The Equality Question
By Ken Willmott, Editor
The NewsMoose
LAKE CITY - I have read with considerable personal interest regarding the recent establishment of the citizen's group C-E-E-E -- Coalition For Equal Education & Employment, as not only described in
The Lake City News & Post, but also in the group's own paperwork and appearance last Thursday before the Florence District 3 School Board.
In essence, their focus is on achieving racial balance in the hierarchy of the school district office administration, redressing mishandled affairs involving minority students and staff at local schools, and attempting to enthuse parents to take a more active interest and role in the education of their children.
Such a group provides a welcome echo to some of the very same issues that have been carefully brought before the school board for years by veteran members T. R. Cooper and Bernard "Chuckie" McIntosh. These are two men who have made a singular point of attending statewide conferences afforded board members, and imparting some highly interesting reports aimed at putting rubber to the road in channeling both the realities and dreams of the best education into a single path for all children in our district.
Where my alarm goes off with the C-E-E-E is the unmistakable targeting of Beth Wright, the current district superintendent, as the ultimate culprit for a variety of real and perceived ills relative to equality of education in the district. Frankly, I never dreamed this district would warm as it has to the selection of a woman at the helm of such a diverse district. Early on in her initial meetings with the school board after coming on line, we detailed the uncanny grace and humbleness with which she reacted to a variety of her challenges on a variety of issues.
Further, we and other journalists have noted over these few years, Wright's seemingly unbounded energy to be in as many venues as possible, her absolute love for children of all colors, and her ability to do the homework and go the extra mile to keep this district on a pro-active, progressive path to a better and brighter future.
Like the trap that befalls too many folk of light skin, including myself -- it is entirely possible Beth Wright comes off as too polished, too smooth, thus appearing a bit "too haughty" (my term) when dealing with a population of students, parents and citizens who are finally awakening to the fact they do have a voice, they do have a place at the table -- but their seat has been vacant so long, they themselves need time to get up to speed.
In the same breath, that I welcome the C-E-E-E into existence, I have also in my last conversation with Mrs. Wright invoked a phrase of caution that harkens to those Tennessee hills from when she came. Those are shared hills with the mountains of North Carolina, where I myself emerged into the world of labor and maturity, and where I learned the phrase imparted Thursday evening to our superintendent: "Don't get above your raisin'." Translated: Don't let go of any of the humbleness it took to get your feet on the ground here in Lake City.
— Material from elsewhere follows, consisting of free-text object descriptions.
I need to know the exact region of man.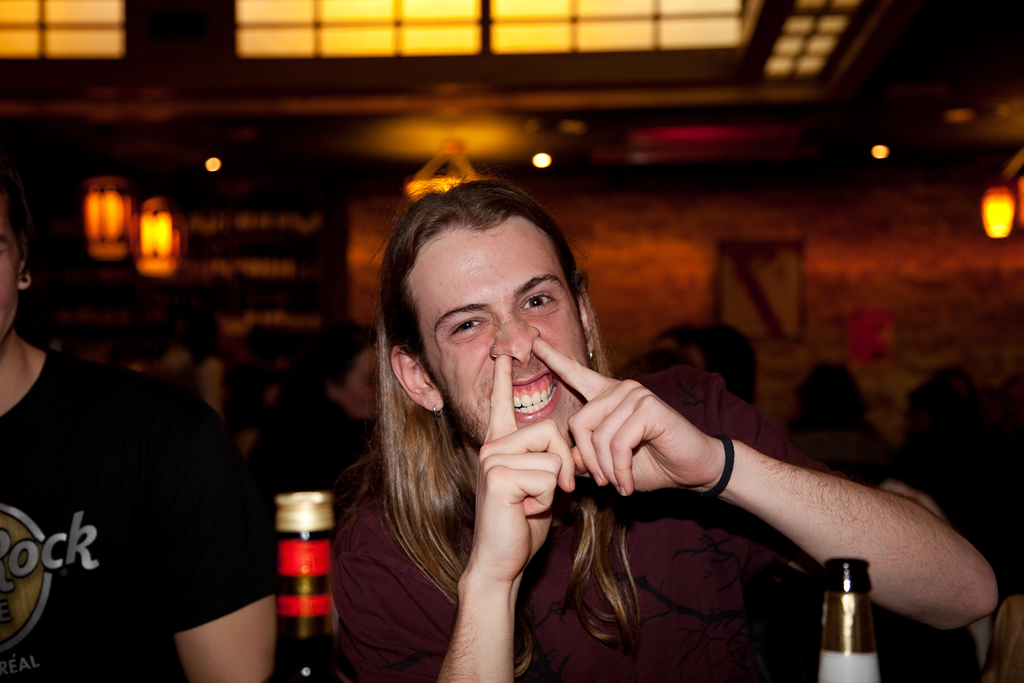
Region: bbox(0, 195, 297, 682).
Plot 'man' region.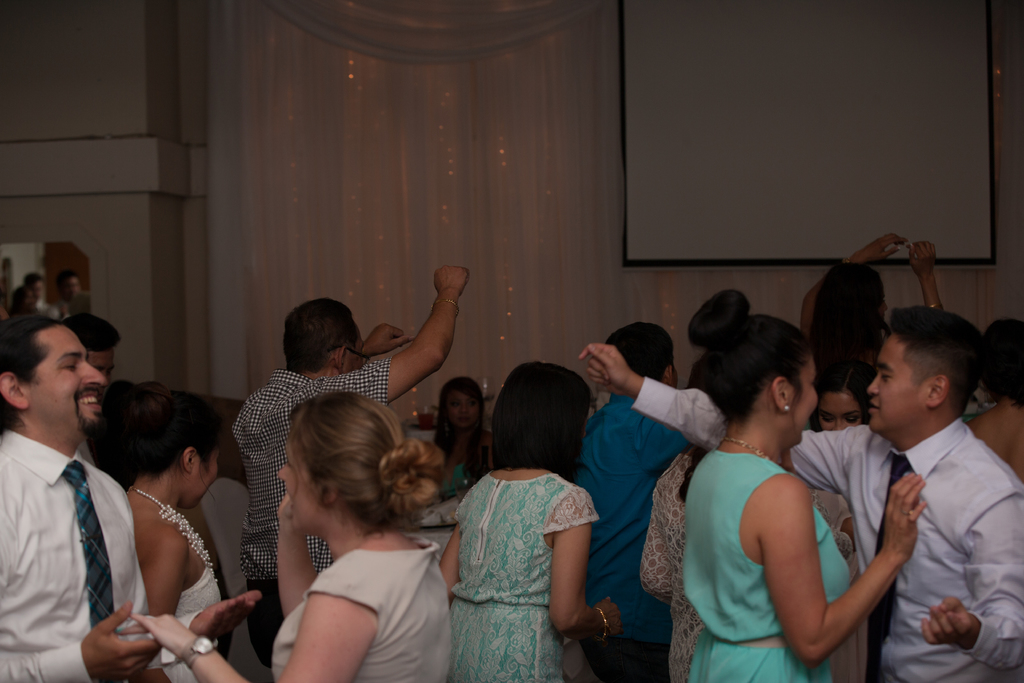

That said -- I have to admit there is not a jealous bone in my body for the incredible work Mrs. Wright has done to not only salvage incredible budget shortfalls without dismissing staff, solving the issues with bus drivers and including a betterment of their lot in an ensuing budget, negotiating with a variety of parents on a variety of issues, and making a point to keep education on the front burner across a wide spectrum of this community and district.
All political correctness aside - Lake City and environs has long been dominated as a "white man's world." My perception after five years is that no matter who sits in the front office of anything, whether City Hall or Blanding Street -- nothing moves without the blessing of the "city fathers" who pull every string they can to "keep things in line." The time has come when such perceptions need to be redressed and put out to pasture.
The enemy of our collective future is not the person standing in your pulpit, sitting in your mayor's office, sitting across from you at breakfast, manning your cash register out front, handing out those food stamps, -- or even administering the dearest duty of all in educating our children.
The enemy is us -- both white, black and Hispanic, and a high variety of others -- who have abdicated for too long our collective responsibility to be totally informed, to totally share, to totally communicate, and stay totally focused on rolling up sleeves and working together.
I've never believed the chain of command to my child's future ran from Washington to Columbia to Blanding Street to the local principal to the local teacher to my child. If we all read from a Good Book -- "Children are a heritage of the Lord." I translate that to mean that as parent -- I am held totally responsible for every act of my child. It may appear that my child is bullied by either peers or teachers -- but my mother taught me something intrinsically different by asking: "What did YOU do to tick them off?," and... "Why are you constantly injecting yourself into the line of fire?"
If I failed or fell off into a slough of depression, mother was immediate in trying to spark within me the perseverance to overcome -- no matter who I wanted to blame.
The same Biblical Psalm that speaks of children as a "heritage" also warns: "Except the Lord build the house, they labor in vain that build it. A house divided against itself cannot stand."
Like the dear Rev. Martin Luther King, Jr. -- I have a dream. I must day by day, progress step by step up the rough side of this mountain day by day to reach the top and see that Promised Land.
I am prepared to be totally misunderstood along the way -- yet I acknowledge all others who are making steps on that journey, though each may be embarking from a separate starting point. Just remember -- be you parent, student, teacher, administrator, or citizen's group --
this is the same mountain upon which we struggle. If we truly believe all are created equal, why must we struggle with each other?